Study Reveals Imminent Climate Change Impacts

We at ERA Science are dedicated to promoting environmental research and technology, most of which will prevent or lessen long-term climate change and its negative impacts on the earth. The apparent increase in natural disasters in the past few years, however, such as hurricanes Katrina, Sandy and Typhoon Haiyan in the Philippines, also concerns us about the more short-term effects of human-driven climate change; what sort of changes can we expect in the near future, and what can we do about them?

The National Academy of Sciences’ 200-page report released this week adds to a slew of scientific studies on climate change emerging in the past few months. Yet, rather than imploring humans to reduce carbon emissions and slow down the changing climate, this report focuses on potential calamities that could occur in the near future.

In an attempt to safeguard the earth and the species that inhabit it, scientists concluded in the report that as the risk of natural disaster rises, we ought to better prepare ourselves by setting up more effective monitoring systems.

The study warns of “tipping points” in the earth’s climate beyond which “major and rapid changes occur”, specifically pointing to amplified melting ice sheets in the Arctic over the past seven years, and the displacement and extinction of species due to changing habitats.

As the report notes, these “abrupt” changes are occurring on a scale of years, not centuries, and are thus more imminent and difficult to track: “when you think about gradual changes, you can kind of see where the road is and know where you’re going,” says Anthony Barnosky, professor of integrated biology at UC Berkley. “When you think of abrupt changes and threshold effects, the road suddenly drops out from under you, and it’s those kind of things that we are suggesting we need to anticipate in a much more comprehensive way.”

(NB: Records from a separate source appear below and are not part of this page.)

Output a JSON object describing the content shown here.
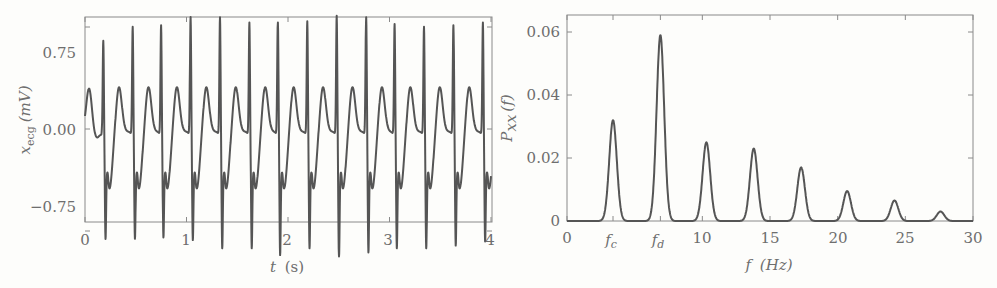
{
  "chart_data": [
    {
      "type": "line",
      "title": "",
      "xlabel": "t (s)",
      "ylabel": "x_ecg (mV)",
      "xlim": [
        0,
        4
      ],
      "ylim": [
        -0.9,
        0.9
      ],
      "xticks": [
        "0",
        "1",
        "2",
        "3",
        "4"
      ],
      "yticks": [
        "0.75",
        "0.00",
        "−0.75"
      ],
      "grid": false,
      "legend": null,
      "series": [
        {
          "name": "ECG",
          "description": "Periodic ECG-like waveform, ~14 beats in 4 s (period ≈0.287 s)",
          "r_peak_times": [
            0.18,
            0.47,
            0.75,
            1.04,
            1.33,
            1.62,
            1.9,
            2.19,
            2.48,
            2.77,
            3.05,
            3.34,
            3.63,
            3.92
          ],
          "r_peak_values": [
            0.68,
            0.78,
            0.79,
            0.85,
            0.85,
            0.81,
            0.81,
            0.82,
            0.86,
            0.85,
            0.8,
            0.78,
            0.79,
            0.81
          ],
          "s_trough_values": [
            -0.65,
            -0.65,
            -0.64,
            -0.66,
            -0.72,
            -0.72,
            -0.77,
            -0.72,
            -0.78,
            -0.75,
            -0.72,
            -0.72,
            -0.7,
            -0.67
          ],
          "t_wave_peak": 0.28,
          "baseline": -0.05
        }
      ]
    },
    {
      "type": "line",
      "title": "",
      "xlabel": "f (Hz)",
      "ylabel": "P_xx (f)",
      "xlim": [
        0,
        30
      ],
      "ylim": [
        0,
        0.065
      ],
      "xticks": [
        "0",
        "f_c",
        "f_d",
        "10",
        "15",
        "20",
        "25",
        "30"
      ],
      "yticks": [
        "0.06",
        "0.04",
        "0.02",
        "0"
      ],
      "grid": false,
      "legend": null,
      "annotations": [
        "f_c",
        "f_d"
      ],
      "series": [
        {
          "name": "Power spectral density",
          "x": [
            3.4,
            6.9,
            10.3,
            13.8,
            17.3,
            20.7,
            24.2,
            27.6
          ],
          "values": [
            0.032,
            0.059,
            0.025,
            0.023,
            0.017,
            0.0095,
            0.0065,
            0.003
          ]
        }
      ]
    }
  ],
  "left": {
    "xticks": [
      "0",
      "1",
      "2",
      "3",
      "4"
    ],
    "yticks": [
      "0.75",
      "0.00",
      "−0.75"
    ],
    "xlabel_var": "t",
    "xlabel_unit": "(s)",
    "ylabel_var": "x",
    "ylabel_sub": "ecg",
    "ylabel_unit": "(mV)"
  },
  "right": {
    "xticks": [
      "0",
      "10",
      "15",
      "20",
      "25",
      "30"
    ],
    "xtick_fc": "f",
    "xtick_fc_sub": "c",
    "xtick_fd": "f",
    "xtick_fd_sub": "d",
    "yticks": [
      "0.06",
      "0.04",
      "0.02",
      "0"
    ],
    "xlabel_var": "f",
    "xlabel_unit": "(Hz)",
    "ylabel_var": "P",
    "ylabel_sub": "xx",
    "ylabel_arg": "(f)"
  },
  "colors": {
    "trace": "#555555",
    "axis": "#8a8a8a",
    "text": "#6e6e6e",
    "background": "#fdfdfb"
  }
}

So, while there is most likely nothing we can do to stop the more immediate environmental and biological change that will occur in the coming years, there are ways to avoid the down-stream effects of this damage on ourselves and the species with whom we share the earth. Some of the report’s recommendations include closer monitoring of ice sheets in Antarctica and Greenland, as well as more strategic ocean temperature measurement locations.